5-4-2018

Knife Steel: Cruwear

This is a very popular steel, but only seems to get used is limited edition knives. People say over and over that it has a very nice balance of properties, and it is many peoples favorite. It is easy to sharpen!

It contains 7.75 percent chromium, so it is not stainless, but is reasonably corrosion resistant. Cruwear is right in the middle of toughness, wear resistance, and corrosion resistance. It falls between simple carbon steels and super powder metallurgy steels. It's one of the few blade steels that can boast it has a good standing in all three of those categories.

Crucible calls it an air hardening tool steel. It can be considered an improved D2, the big improvement being the addition of vanadium, but they also add tungsten. CPM Cruwear is made via particle metallurgy, and is what knife makers like Spyderco use. Cruwear does seem to be (or was once) available in ingot form, but if so, this is moot since knife makers seem to exclusively use CPM Cruwear.

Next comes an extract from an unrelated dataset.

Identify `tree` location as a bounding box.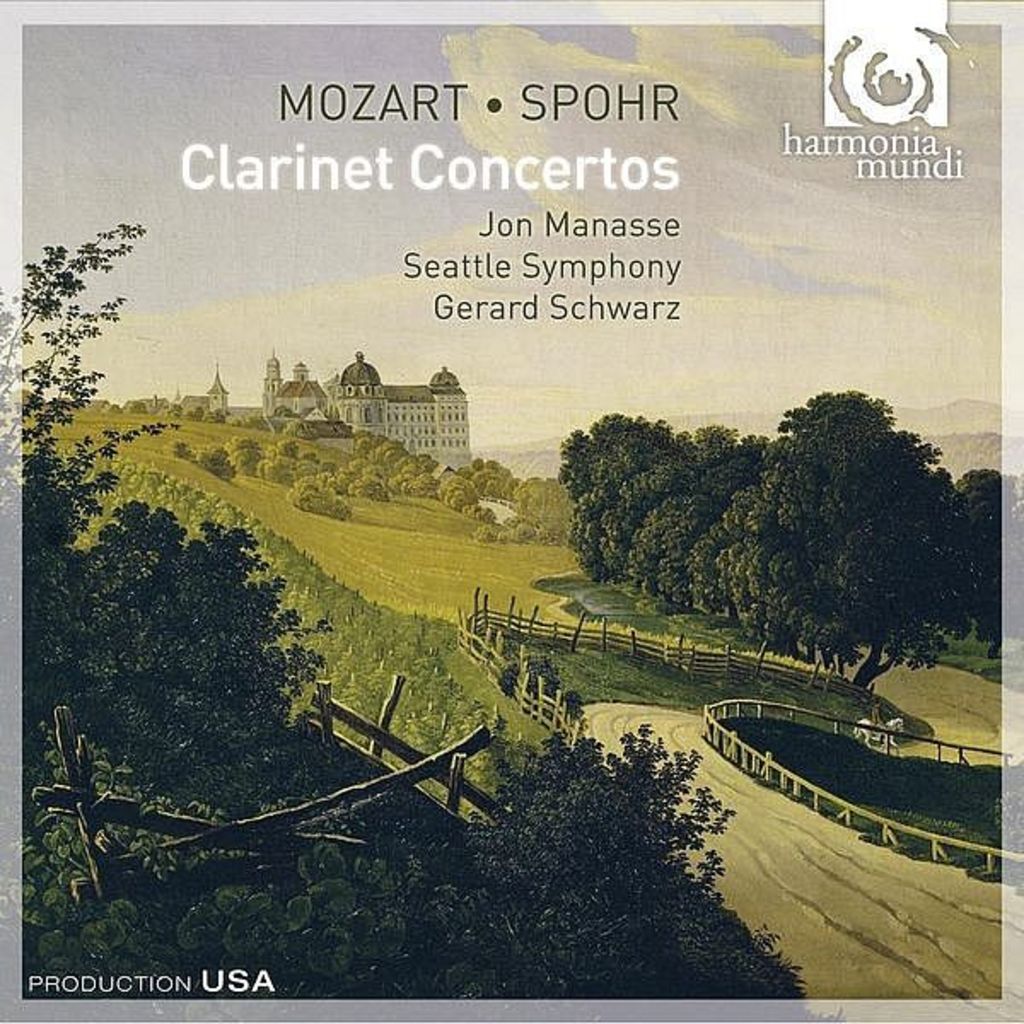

To sum it up, it is "well balanced" -- and a dream to sharpen.

From the above link:
(from elena86:)
My all time favorite steel for plain edges. It exibits almost perfect balance of properties: excellent toughness, very good edge stability, it sharpens like a dream and has more than decent corrosion resistence.
(from The Mastiff:)
It's tougher than the stainless steels like S30V, M390, S90/S110V etc.
It's more wear resistant than the tough steels S7, L6, 5160 on up through A2 to about 3V.
It's between D2 and S30V in wear resistance but tougher than either.
It is less corrosion resistant than the stainless steels but more corrosion resistant than the 1% carbon steels like 1095, 52100, etc.
I does better with thinner edges than the stainless steels that have greater wear resistance like S30V, M390, etc.

PD1

Cruwear is made by Crucible Industries (that should be easy to remember). Carpenter makes a very similar alloy they call "Micro melt PD1". The Spyderco Mule MT27 is made from this steel, and expectations are that it will be all but identical to Cruwear.

It compares favorably to 3V and some choose it over 3V for a "hard use" folder. It seems that the Spyderco Mule is the only production knife, if you can call a mule a production knife.


Feedback? Questions? Drop me a line!